Now you might shut up, no?

“Call the police,” he weakly croaked to his wife and the store manager.

I gave him a few fricatives and the almost peace gesture and left for my chemo chemicals.

Several hours later as I made for the toilet to pee red poisons I noticed some cops milling about near the coffee shop. When I came out of the toilet there they were, surrounding me, all six of them. At first I gave them some shit and then I just gave up. They took me outside the hospital and questioned me at the front doors. I asked them if they were questioning the lunatic who started this madness and told them that I wanted him arrested under the new hate-speech law. They were indeed questioning him, they assured me as they hustled me into their aged detective car filled with smoke and some sort of rattle and drove me off to the dirty and old police station to be questioned some more and fingerprinted and forced to write my confession. They also took pictures of my chemo bald head, focusing on the back with its small bits of remaining hair that I had my son quickly shave off after I got home.

 

This I believe: to oppose

Is the only fine thing in life.

To oppose is to live.

To oppose is to get a grip on the very self.

                                    Opposition, Kaneko Mitsuharu

 

Is his your first case involving a cinnamon roll? I inquired.

“Ha ha! Yes, yes it is,” the young detective admitted.

What do you want? Are you arresting me? Is this going to court? Do I need to ask for a lawyer? Are you doing the same thing with that nut?

“No! No! We aren’t arresting you and this will not go to court.”

Hmm. I want that guy arrested.

“They are talking to him now. He says you had a metal knife.”

Ha ha! Yes, I admit it. I had a metal knife and I was stabbing my cinnamon roll. Maybe you should arrest the coffee shop manager for providing the deadly weapon.

“OK, OK. Yes, we heard it was the shop’s metal knife for all customers.”

So he had one as well! Arrest him!

“Ha ha! Look, he isn’t going to press charges. He is just going to forget it. He understands your serious medical situation.”

But does he understand HIS serious situation?

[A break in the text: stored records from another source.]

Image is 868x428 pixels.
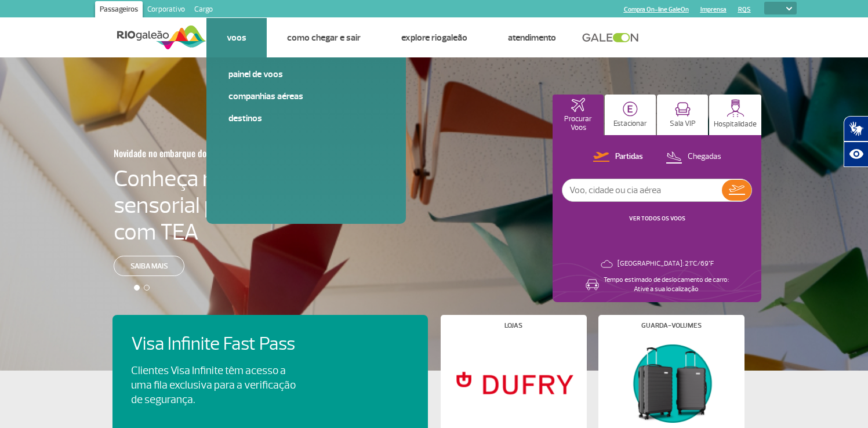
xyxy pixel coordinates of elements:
p: Sala VIP [670,119,696,128]
img: Lojas [450,338,576,427]
img: Guarda-volumes [608,338,734,427]
p: Procurar Voos [559,115,598,132]
button: VER TODOS OS VOOS [626,214,689,223]
a: Visa Infinite Fast PassClientes Visa Infinite têm acesso a uma fila exclusiva para a verificação ... [131,333,409,407]
a: Compra On-line GaleOn [624,6,689,13]
button: Hospitalidade [709,95,762,135]
h4: Visa Infinite Fast Pass [131,333,315,355]
h4: Guarda-volumes [642,322,702,329]
p: Clientes Visa Infinite têm acesso a uma fila exclusiva para a verificação de segurança. [131,363,296,407]
p: Partidas [615,151,643,162]
img: hospitality.svg [726,99,745,117]
button: Partidas [590,149,647,164]
a: Voos [226,32,247,44]
a: Passageiros [95,1,143,20]
a: Saiba mais [114,256,185,276]
a: Destinos [228,112,384,125]
button: Sala VIP [657,95,708,135]
img: vipRoom.svg [675,102,690,117]
a: Explore RIOgaleão [401,32,467,44]
h4: Lojas [504,322,523,329]
p: Estacionar [613,119,647,128]
div: Plugin de acessibilidade da Hand Talk. [844,116,868,167]
input: Voo, cidade ou cia aérea [563,179,722,201]
a: Painel de voos [228,68,384,81]
p: Chegadas [688,151,722,162]
button: Procurar Voos [553,95,604,135]
a: RQS [738,6,751,13]
button: Chegadas [662,149,725,164]
p: Hospitalidade [714,120,757,129]
a: Companhias Aéreas [228,90,384,102]
img: carParkingHome.svg [623,102,638,117]
a: Como chegar e sair [287,32,361,44]
a: Imprensa [701,6,726,13]
h3: Novidade no embarque doméstico [114,141,307,165]
img: airplaneHomeActive.svg [571,98,585,112]
a: Cargo [190,1,217,20]
button: Abrir tradutor de língua de sinais. [844,116,868,142]
h4: Conheça nossa sala sensorial para passageiros com TEA [114,165,364,245]
button: Abrir recursos assistivos. [844,142,868,167]
p: Tempo estimado de deslocamento de carro: Ative a sua localização [604,275,729,294]
p: [GEOGRAPHIC_DATA]: 21°C/69°F [617,259,714,268]
a: VER TODOS OS VOOS [629,215,685,222]
a: Corporativo [143,1,190,20]
button: Estacionar [605,95,656,135]
a: Atendimento [508,32,556,44]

“OK. If you can just write what happened and an apology we can drive you home.”

Ugh. Give me the paper.

And so I wrote my Nazi/Soviet-style forced confession and got a free ride home (instead of a bullet) from the police, who came with me to my door and had me unlock it to make sure I (and the alien card, too) wasn’t lying and that they could check in on me one day.

 

Je confess!

Somewhere someone is traveling furiously toward you. — John Ashbery

Killing time in the coffee shop and minding my business as always, suddenly a scary man started saying horribly racist things to me while holding a metal knife. Scared and feeling cornered I reached for my tasty cinnamon roll (uneaten) and, reluctantly, used it in an effort to protect myself from this crazy racist attack. I feel bad. About losing the tasty cinnamon roll. And about the racism. And about wasting all this time. And for the police, who must have many more important things to do for the people, like arresting thieves who steal money from taxpayers to try to build scary schools that promote hate speech, which is against the law now. I feel an apology is necessary. Many apologies. I, for one, promise to never go into the coffee shop again and to never ever throw a tasty cinnamon roll ever again at racist nuts.

 

I have to admit I broke my promise months later and went to have a tasty cinnamon roll in the coffee shop in the hospital. The manager welcomed me back warmly and said: “Long time, no see!” As happened 99.9% of the time, no racist nuts yammered at me. In fact, like 99.9% of the time, mercifully, no one yammered at me at all. And I thought to myself that that cinnamon roll was damn tasty, as I vigorously cut it up into pieces with my now plastic knife.

 

DM Zoutis

DM Zoutis

DM Zoutis is a writer and farmer in Shimane and Hiroshima Japan.

DM Zoutis is a writer and farmer in Shimane and Hiroshima Japan.